I have tried to use the custom design tool by putting all my solvents and their data into a table, and then use them as a covariate factor (cf. the DOE manual). Trying different number of runs, I have to use a lot of runs (>80, JMP suggests 125) to get a reasonable power (0.8) for the PCs and avoid aliasing. For some number of runs, there seems to be partial aliasing of main factors as well as interaction terms. Sometimes, JMP doesn't give my any estimate of power.

 

Is there any smarter way to implement the PCs in my design? Could I ignore the low power for the PCs when using much fewer runs, hoping to a) still detect an effect anyway or b) remove certain non-significant factors and keep the PCs for the next iteration?

 

(JMP 14.0.0)

3 REPLIES 3
PaigeMiller
Diamond | Level 26

The only thing that comes to mind, if you have discrete levels of the solvent PCs rather than continuous levels that you can put exactly where the design says they should go, is to use something called an Optimal design. In layman's terms, it will choose from the available discrete levels of your solvent PCs the combinations that give you something "closest" to an orthogonal design.

 

In SAS, PROC OPTEX will do this for you.

https://documentation.sas.com/?docsetId=qcug&docsetTarget=qcug_optex_toc.htm&docsetVersion=14.2&loca...

--
Paige Miller
doechemist
Calcite | Level 5

Thank you for your input! I will definitely check it out.

 

I just saw, however, that I somehow posted my question here in the SAS community, rather than in the JMP community.

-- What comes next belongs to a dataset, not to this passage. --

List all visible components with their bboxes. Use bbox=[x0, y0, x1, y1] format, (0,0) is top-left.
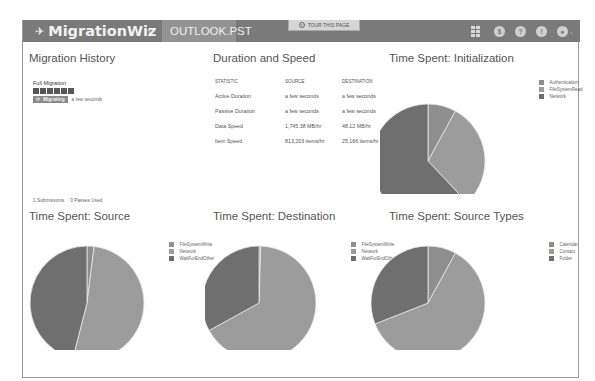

I've reposted my question the place I originally intended: https://community.jmp.com/t5/Discussions/How-to-best-use-discrete-principal-component-data-points-in...

PaigeMiller
Diamond | Level 26

Hello, @doechemist

 

Wouldn't the answer apply also to JMP? I don't know how to create an Optimal design in JMP, but I can use that Google thing and it's pretty clear that JMP does create Optimal designs.